Woman, 24, dies on Qantas flight from Melbourne just before takeoff
A 24-year-old woman flying from Melbourne to Delhi on a Qantas flight died suddenly, reportedly from tuberculosis.
Manpreet Kaur was feeling unwell but boarded the flight on 20 June without any issue, her friends said. However, she collapsed and died before the plane departed.
Kaur, an aspiring chef, was travelling to see her family for the first time in four years.
She likely died of tuberculosis, an infectious disease that affects the lungs, the Herald Sun reported.
“Our thoughts are with the family and friends of Manpreet Kaur,” a Qantas spokesperson said in a statement to The Independent.
The airline said that on 20 June, “a customer on our Melbourne to Delhi flight required medical attention shortly after boarding, prior to the aircraft pushing back from the gate”.
“Urgent assistance was provided by both crew and emergency services but sadly she passed away.”
On 1 July, Qantas became aware through media reports that Kaur may have had tuberculosis and contacted Australia’s National Incident Centre Operations seeking further information.
The health issue had not previously been disclosed to Qantas.
On 2 July, the Department of Health, Victoria, informed the company that they have begun limited contact tracing, and all those identified as having a potential risk would be screened.
The department said other people who were on the aircraft at the time would not undergo contact tracing, according to Qantas.
Meanwhile, friends and family remembered Kaur as a kind and honest person.
“Our dear friend Manpreet left us too soon, leaving a void in our lives that can never be filled,” Gurdip Grewal, a friend of Kaur, who also set up a GoFundMe fundraiser, wrote. “As we grieve her passing, we want to come together to honour her memory and support her family in their time of need.”
He reportedly told News Corp that Kaur had been feeling unwell for a while.
Victoria Police and Victoria Ambulance confirmed they attended to the emergency. Police are now preparing a report for the coroner and have confirmed that an investigation is underway.
Kaur moved to Australia in March 2020.
In February this year, a 63-year-old man died after coughing up “litres of blood” on a Lufthansa flight from Bangkok to Munich.
Australia first country to ban sale of vapes outside pharmacies
Australia has banned the sale of e-cigarettes, also known as vapes, outside of pharmacies in new regulations that came into force on Monday in a bid to curb vaping.
Under the new laws, vapes can be sold only in plain colours and packaging from 1 July. They can’t be locally manufactured or advertised.
The laws effectively ban the supply, manufacture, import, commercial possession or sale of vapes at any place other than a pharmacy. The ban applies even to vaping devices that don’t contain nicotine.
Australians must now produce a prescription to buy vapes and even then they cannot buy most flavours that are popular among younger users such as “bubble gum”.
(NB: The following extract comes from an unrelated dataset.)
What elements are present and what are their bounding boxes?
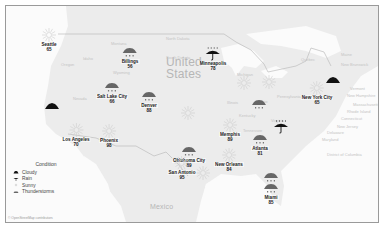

“Therapeutic vaping products will be behind the counter, nicotine concentrations and dispensing quantities will be tightly controlled, they will have plain pharmaceutical-like packaging, and flavours will be restricted to tobacco, menthol and mint,” the Australian government said in a statement last week.
“Pharmacists will be required to check photo ID and, importantly, have a conversation with that person around the health harms of vaping.”
The new laws aim to revert vapes to their intended purpose as therapy for helping people quit smoking.
Mark Butler, the health minister, warned that convenience stores or tobacco shops caught selling vapes would be fined up to Australian $2m ($1.05m) and owners could be jailed for upto seven years.
“The best time to have done this was five years ago. The second-best time is right now,” the minister said.
Australia plans to set up a new government role called the Illicit Tobacco and E-cigarette Commissioner to curb black market sales of vapes.
The country will review the effectiveness of the new laws in three years.
The Pharmacy Guild of Australia appeared displeased with the new laws as the body did not yet have any guidelines for dispensing “unregulated substances with no established therapeutic benefit”.
“When we don’t know the long-term effects of vapes on patient safety, how can a pharmacist make an informed decision?” the guild said in a statement last week.
About one in five 18-to-24-year-olds in Australia reported using vapes at least once, a survey found last year.
The new laws, the government said, seek to “protect young Australians and the broader community from the harms of recreational vaping”.
“Recreational vaping is a scourge. It is a public health menace, particularly for children and for young people,” Mr Butler said.
“A product that was presented as a therapeutic good that would help hardened smokers kick the habit finally, has actually been deployed by Big Tobacco as a tool to recruit a new generation to nicotine addiction.”